The list of American retailers that have filed for bankruptcy in the wake of COVID-19 is both long and depressing. Pier 1, after filing for Chapter 11 in February, announced in May that it would be shutting down after failing to find a buyer, a fate that also befell Modell’s Sporting Goods. Art Van furniture filed for Chapter 11 in March, True Religion in April, and (take a deep breath) J. Crew, Neiman Marcus, Stage Stores, JCPenney, and Tuesday Morning all in May. After filing for Chapter 11 on June 24, GNC announced its plans to close between 800 and 1,200 stores.
That list grew a little longer last week. But the addition of Ascena Retail Group may carry more weight than most.

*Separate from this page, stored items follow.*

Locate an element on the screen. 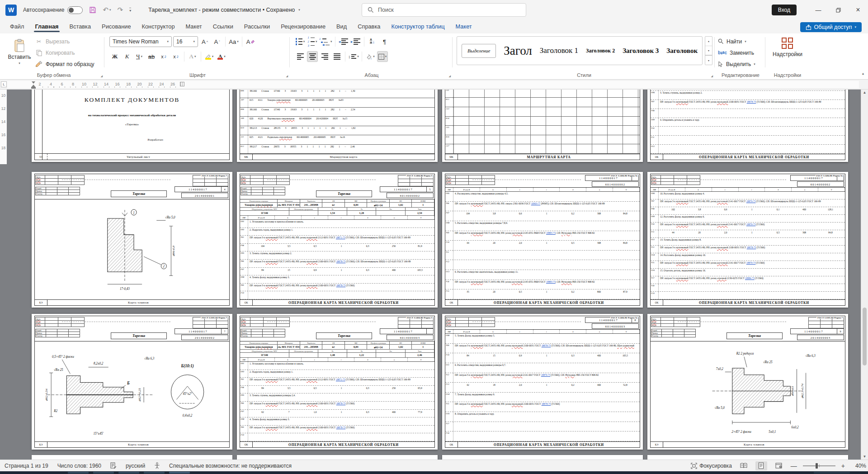  tab-Справка: Справка is located at coordinates (369, 28).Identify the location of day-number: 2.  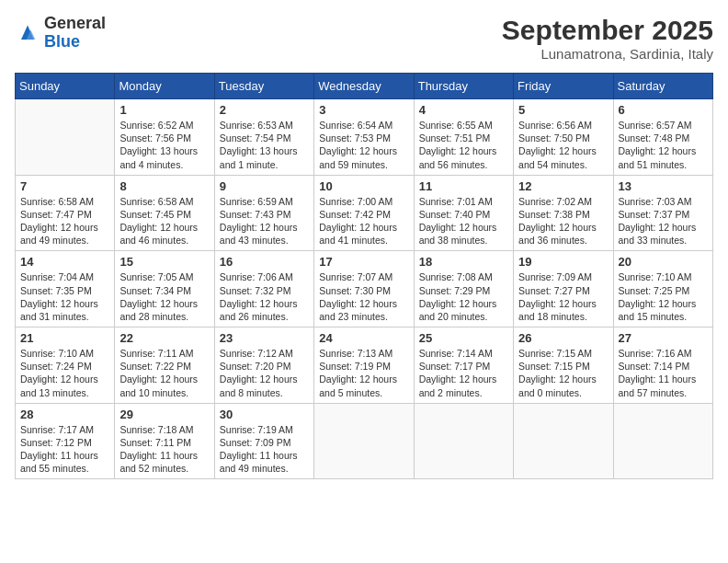
(265, 110).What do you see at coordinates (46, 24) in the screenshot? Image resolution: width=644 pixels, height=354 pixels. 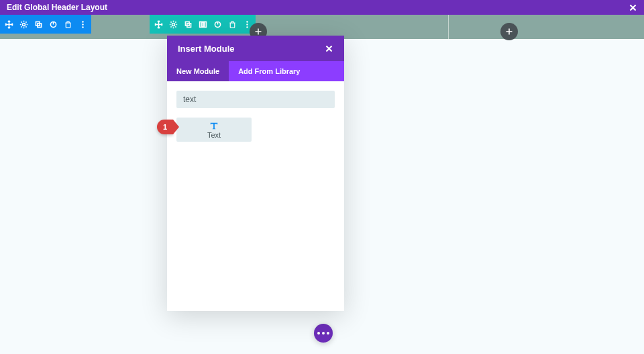 I see `section-toolbar-blue` at bounding box center [46, 24].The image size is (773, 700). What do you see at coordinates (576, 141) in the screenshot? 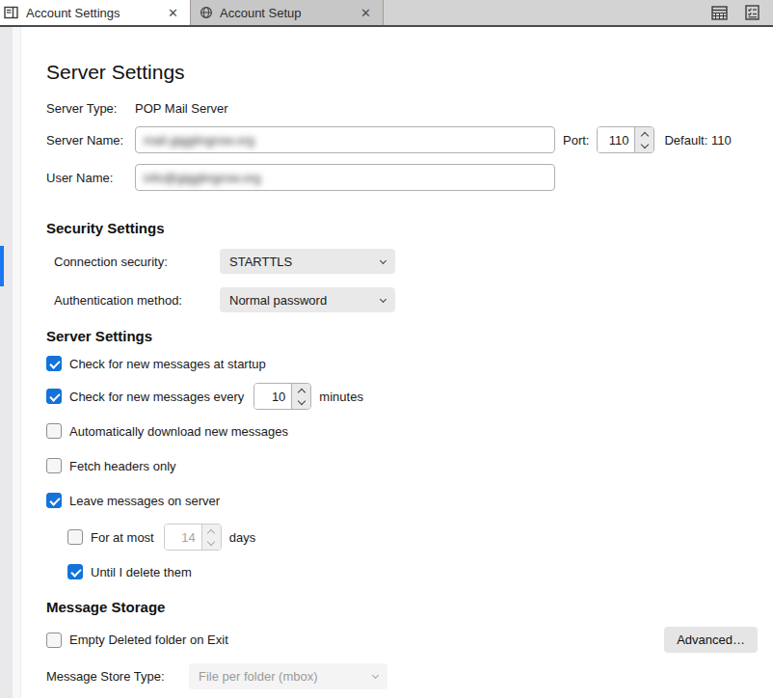
I see `port-label: Port:` at bounding box center [576, 141].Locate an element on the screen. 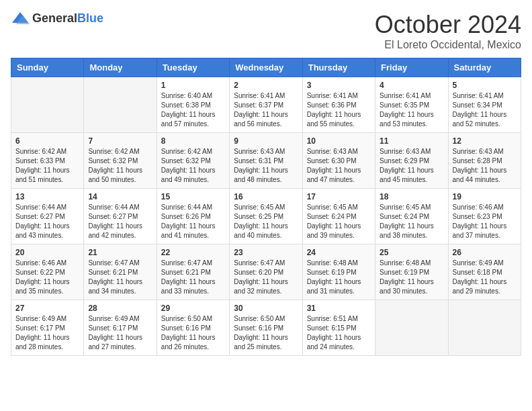 This screenshot has height=411, width=532. day-of-week-header: Saturday is located at coordinates (484, 68).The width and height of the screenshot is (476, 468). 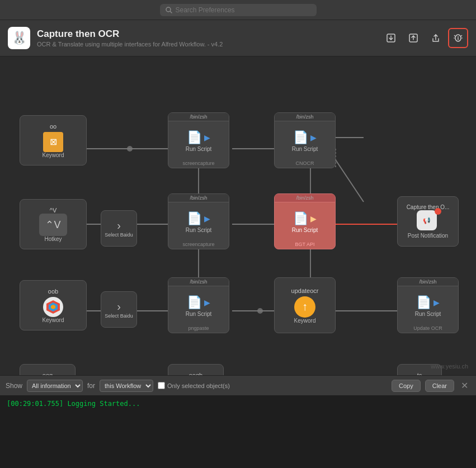 I want to click on script-arrow-2: ▶, so click(x=313, y=138).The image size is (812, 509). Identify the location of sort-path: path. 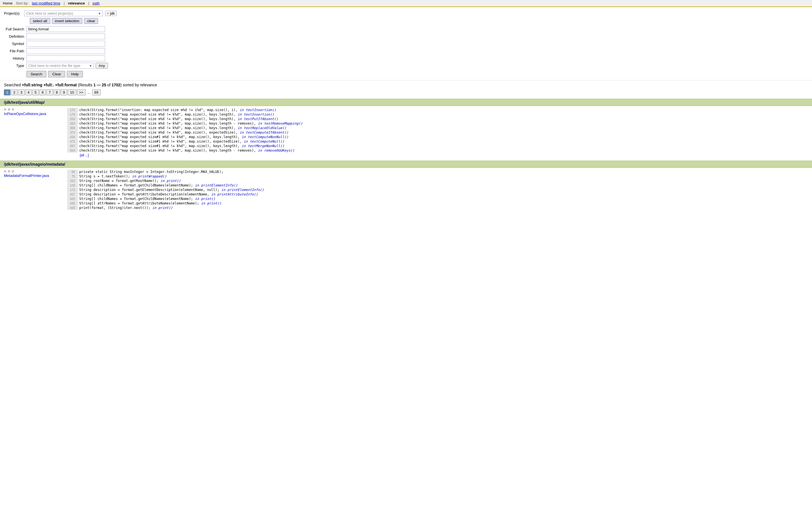
(96, 3).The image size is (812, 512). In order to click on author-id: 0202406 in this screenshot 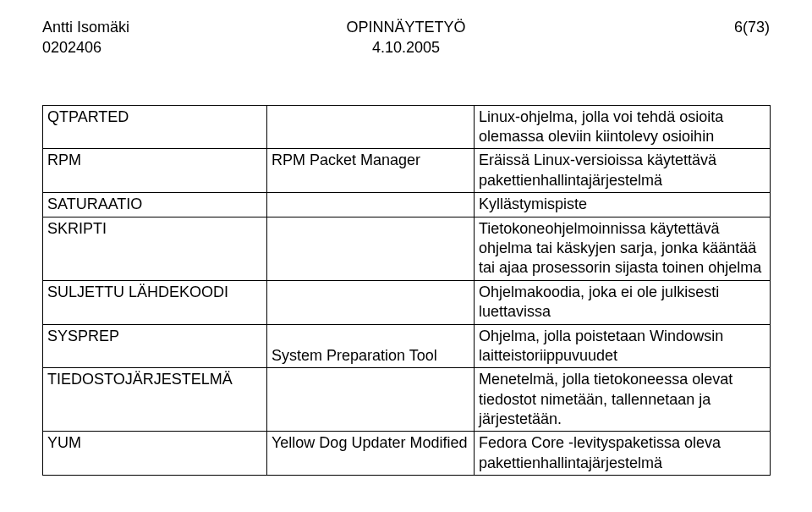, I will do `click(86, 47)`.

Ascena, though neither the retail industry’s flashiest nor most recognizable name, is a major presence in America’s malls. The parent company of Ann Taylor and Lane Bryant, Ascena owns 2,800 stores across the U.S. and Canada. On Thursday, the company announced it would permanently close up to 1,600 of them, including all of its Catherines stores and every location of every brand in Mexico, Canada, and Puerto Rico.
“The meaningful progress we have made driving sustainable growth, improving our operating margins and strengthening our financial foundation has been severely disrupted by the COVID-19 pandemic,” said Carrie Teffner, Ascena’s interim executive chair, in a statement. “As a result, we took a strategic step forward today to protect the future of the business for all of our stakeholders.”
Bloomberg’s Sarah Halzack saw the writing on the wall for Ascena long before COVID-19 came along to hasten the company’s collapse.
“I wrote a column more than two years ago putting the company on retail death watch because its problems were so wide-ranging and far gone,” she wrote on Thursday, detailing the company’s debt load, sluggish sales performance and “strategic misfires ranging from making clothes its customers didn’t want to promotional pricing that chipped away its profit margin.”
Because of the scope of Ascena’s operations, Halzack worries that the company’s fall may create a tsunami of difficulties for the owners of mall properties. Ascena, Halzack explains, accounted for 4.7 percent of Tanger Factory Outlet Center’s annualized base rent; that makes it Tanger’s second-largest tenant. (It’s biggest: Gap Inc.) At Simon Property Group, Ascena accounts for the third-greatest share of annual base rent, behind Gap and L Brands, the parent company of Victoria’s Secret. It is also in Brookfield Property Partners and Acadia Realty Trust’s top 10.
That’s a lot of rent to make up. At a time when brick-and-mortar retail is crumbling, few companies will be rushing to fill the space left by Ascena’s departure.
“Filling in one anchor space, generally, is doable,” Elliot Nassim, president of Mason Asset Management, co-owner of dozens of enclosed shopping centers, told the New York Times. “But once you get hit by two others and you’re dealing with three anchor closures, that’s usually where we become a little more likely to put it into the bucket of a redevelopment.”
With malls losing appeal every time a storefront goes dark, any new tenants mall owners entice into leases will be expecting to pay significantly lower rents, a problem compounded further, particularly in smaller malls, by co-tenancy clauses that allow retailers to pay reduced rent – or break their lease entirely – if two or more anchor stores close. Think of small-town or lower-quality malls that used to have a Sears at one end and a J.C. Penney at the other. How many of those malls’ tenants will stick around to watch foot traffic dry up and their profits disintegrate?
What happens to these empty malls is anyone’s guess. Experiences, exhibits and game rooms could take up space in larger urban malls, but not while COVID-19 is raging across the country for the second time in four months. Appropriately-located malls could become distribution centers for online retailers, a concept put forward by some experts, but that would mean a costly and drawn-out re-zoning/conversion process that will provide mall operators no relief in the coming months.
TechCrunch’s Jon Evans suggests repurposing unused retail space and converting it into apartments, which could help bring rents down by bringing thousands of new rental units to some of America’s most expensive cities.
“This is no panacea, of course,” Evans writes. “Nothing will be. Converting retail and office to residential will be very expensive … although not as expensive as letting them lie there worthless without collecting any rent at all.”